---not on Grandma, but on the end of life counseling provision. This is actually the second time the plug was pulled. First time around it was from the House draft of the health care reform bill. This time it's from the “regs” which Obama added via the regulation writing process.
So let's look at the sequence of events in this marvelous example of Obama administration transparency:
A provision regarding reimbursement for end of life counseling was included in a draft of the health care reform bill.
In the debate that followed it was never explained what the provision added to counseling reimbursement already embedded in the CPT codes.
The provision was dropped from the final version of the bill that passed and signed into law.
Boosters of the provision urge implementation via the regulation writing process.

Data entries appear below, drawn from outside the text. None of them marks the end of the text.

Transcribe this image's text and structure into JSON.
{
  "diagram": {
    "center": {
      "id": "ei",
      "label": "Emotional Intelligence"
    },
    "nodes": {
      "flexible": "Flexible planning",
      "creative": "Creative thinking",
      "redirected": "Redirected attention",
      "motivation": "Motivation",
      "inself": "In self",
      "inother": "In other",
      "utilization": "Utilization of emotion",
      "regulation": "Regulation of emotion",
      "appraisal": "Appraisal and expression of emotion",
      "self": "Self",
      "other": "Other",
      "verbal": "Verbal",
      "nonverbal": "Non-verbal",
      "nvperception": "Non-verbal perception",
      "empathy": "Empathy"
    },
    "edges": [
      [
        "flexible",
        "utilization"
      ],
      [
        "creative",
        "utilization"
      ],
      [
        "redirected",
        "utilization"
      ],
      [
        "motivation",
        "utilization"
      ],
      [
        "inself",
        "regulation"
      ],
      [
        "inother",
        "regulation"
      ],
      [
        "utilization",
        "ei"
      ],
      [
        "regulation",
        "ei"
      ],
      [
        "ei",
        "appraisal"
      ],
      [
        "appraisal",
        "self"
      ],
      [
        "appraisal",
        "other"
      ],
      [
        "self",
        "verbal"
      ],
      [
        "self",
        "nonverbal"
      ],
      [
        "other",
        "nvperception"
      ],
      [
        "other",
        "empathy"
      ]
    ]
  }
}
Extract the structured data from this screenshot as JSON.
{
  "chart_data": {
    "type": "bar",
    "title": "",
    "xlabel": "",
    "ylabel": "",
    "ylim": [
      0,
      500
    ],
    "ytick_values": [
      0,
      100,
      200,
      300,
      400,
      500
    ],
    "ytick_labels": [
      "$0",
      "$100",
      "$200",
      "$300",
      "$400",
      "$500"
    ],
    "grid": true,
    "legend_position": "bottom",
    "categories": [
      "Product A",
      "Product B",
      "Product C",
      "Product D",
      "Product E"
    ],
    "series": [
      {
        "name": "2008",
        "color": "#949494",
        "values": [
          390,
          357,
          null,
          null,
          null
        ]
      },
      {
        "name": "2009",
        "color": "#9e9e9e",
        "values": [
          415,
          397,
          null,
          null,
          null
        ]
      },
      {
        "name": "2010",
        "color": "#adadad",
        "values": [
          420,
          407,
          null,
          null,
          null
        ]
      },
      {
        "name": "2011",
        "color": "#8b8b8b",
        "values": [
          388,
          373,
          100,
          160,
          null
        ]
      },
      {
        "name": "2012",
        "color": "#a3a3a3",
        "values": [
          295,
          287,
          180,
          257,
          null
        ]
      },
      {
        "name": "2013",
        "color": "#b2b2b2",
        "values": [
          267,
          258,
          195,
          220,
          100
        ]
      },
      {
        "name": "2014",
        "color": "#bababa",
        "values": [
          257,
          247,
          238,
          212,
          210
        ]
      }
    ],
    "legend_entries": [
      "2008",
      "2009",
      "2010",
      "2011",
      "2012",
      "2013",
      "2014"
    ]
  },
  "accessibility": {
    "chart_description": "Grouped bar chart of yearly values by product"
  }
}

The provision was included in a list of proposed regs.
But the provision was missing from the list when the proposals were submitted for public feedback.
The reg was implemented anyway, more or less in secret.
One of the provision's chief supporters urged it be kept secret for as long as possible, warning in an email “The longer this goes unnoticed, the better our chances of keeping it.”
But the secret didn't last long; it hit the newspapers and the blogs in no time.
The White House failed to respond to a request for comment about why they yanked the provision.
Clearly they want to hide this from public debate. What is concerning is this arrogance on the part of the administration and the obfuscation in the media. Reimbursement for counseling itself, as I explained here, is a non-issue. We've had reimbursement for counseling for a long time, explicitly written into the regs as far back as 1994.